Nathan Cortez

Professor Cortez, the inaugural Adelfa Botello Callejo Endowed Professor of Law in Leadership and Latino Studies, teaches and writes in the areas of health law, administrative law, and FDA law. His research focuses on emerging markets in health care and biotechnology. Prof. Cortez has become one of the world’s leading legal scholars on medical tourism and other cross-border health markets, and has published several articles and book chapters on the legal and ethical implications of these phenomena. His research also addresses mobile health technologies, how to regulate innovation under aging regulatory frameworks, the First Amendment constraints on FDA regulation (including FDA’s graphic tobacco warnings), immigration federalism, and alternative modes of regulation.

Professor Cortez has presented his research around the world, including to professional societies, at industry conferences, to regulators, and at several universities, including Colorado, Harvard, North Carolina, the University of Paris, Radboud University (Netherlands), Stanford, Texas, Wisconsin, and Yale. He also provides frequent legal commentary to the media, including the Associated Press, Chicago Tribune, CNN, the Huffington Post, the Los Angeles Times, NPR, WIRED, and Slate.com (including his essay for Slate, The FDA Needs to Regulate Digital Snake Oil).
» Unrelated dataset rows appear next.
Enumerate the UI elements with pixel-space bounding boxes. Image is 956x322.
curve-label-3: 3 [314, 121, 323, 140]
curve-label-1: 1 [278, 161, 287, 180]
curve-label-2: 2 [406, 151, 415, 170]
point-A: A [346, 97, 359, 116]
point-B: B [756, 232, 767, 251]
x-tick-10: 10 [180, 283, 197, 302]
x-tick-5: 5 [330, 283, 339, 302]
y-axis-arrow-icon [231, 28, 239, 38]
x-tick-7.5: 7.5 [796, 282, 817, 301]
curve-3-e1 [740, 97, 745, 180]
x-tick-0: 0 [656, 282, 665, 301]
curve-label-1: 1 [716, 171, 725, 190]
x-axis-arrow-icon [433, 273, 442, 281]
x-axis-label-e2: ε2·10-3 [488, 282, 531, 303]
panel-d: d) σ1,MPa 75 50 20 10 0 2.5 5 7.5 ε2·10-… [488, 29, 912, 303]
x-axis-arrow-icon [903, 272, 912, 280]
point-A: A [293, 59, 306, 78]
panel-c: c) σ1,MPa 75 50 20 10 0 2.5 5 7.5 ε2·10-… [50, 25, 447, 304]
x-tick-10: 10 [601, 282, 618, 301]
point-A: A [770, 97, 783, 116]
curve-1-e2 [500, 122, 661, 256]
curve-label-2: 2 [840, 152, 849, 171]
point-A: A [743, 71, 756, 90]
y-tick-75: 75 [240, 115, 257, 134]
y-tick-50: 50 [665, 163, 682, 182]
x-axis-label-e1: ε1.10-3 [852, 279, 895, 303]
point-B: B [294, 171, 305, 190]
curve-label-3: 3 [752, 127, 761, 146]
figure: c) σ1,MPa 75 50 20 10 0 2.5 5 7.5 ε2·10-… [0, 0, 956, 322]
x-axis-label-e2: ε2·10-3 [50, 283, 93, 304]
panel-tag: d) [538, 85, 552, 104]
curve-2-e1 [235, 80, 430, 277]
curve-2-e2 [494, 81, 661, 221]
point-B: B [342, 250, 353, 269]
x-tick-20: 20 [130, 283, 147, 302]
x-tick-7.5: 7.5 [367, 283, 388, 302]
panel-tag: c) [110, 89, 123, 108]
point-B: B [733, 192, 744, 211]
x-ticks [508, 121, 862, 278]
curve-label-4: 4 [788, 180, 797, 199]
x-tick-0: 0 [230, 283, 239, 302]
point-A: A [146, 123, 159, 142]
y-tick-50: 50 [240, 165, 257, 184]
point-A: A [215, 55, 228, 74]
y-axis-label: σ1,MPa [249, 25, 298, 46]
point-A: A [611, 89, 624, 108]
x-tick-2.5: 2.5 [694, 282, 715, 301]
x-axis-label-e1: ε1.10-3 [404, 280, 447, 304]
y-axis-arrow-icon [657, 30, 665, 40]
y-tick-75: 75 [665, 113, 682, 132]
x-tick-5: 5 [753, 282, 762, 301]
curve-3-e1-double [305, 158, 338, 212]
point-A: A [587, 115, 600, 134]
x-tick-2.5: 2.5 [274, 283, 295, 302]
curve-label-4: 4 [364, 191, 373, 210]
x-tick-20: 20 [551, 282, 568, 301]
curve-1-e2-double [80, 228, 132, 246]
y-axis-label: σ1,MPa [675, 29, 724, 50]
Before joining the SMU faculty, Professor Cortez practiced with the Washington D.C. law firm Arnold & Porter, as part of its pharmaceutical, health care, and biotech practice. He represented clients in health care regulatory matters, with a special emphasis on health care fraud and abuse, FDA enforcement, privacy, and the Medicare and Medicaid programs. He represented clients during litigation, in corporate transactions, during agency enforcement actions, and during congressional investigations and hearings. While at Arnold & Porter, Professor Cortez litigated pro bono cases with the Mexican American Legal Defense and Educational Fund (MALDEF), and was a Board Member of the D.C. Hispanic Bar Foundation. In 2006, he was a Visiting Assistant Professor at Rutgers-Camden Law School.

In 2013, Professor Cortez and Glenn Cohen received a grant from the Radcliffe Institute for Advanced Study at Harvard University to host an Exploratory Seminar on Mobile Health.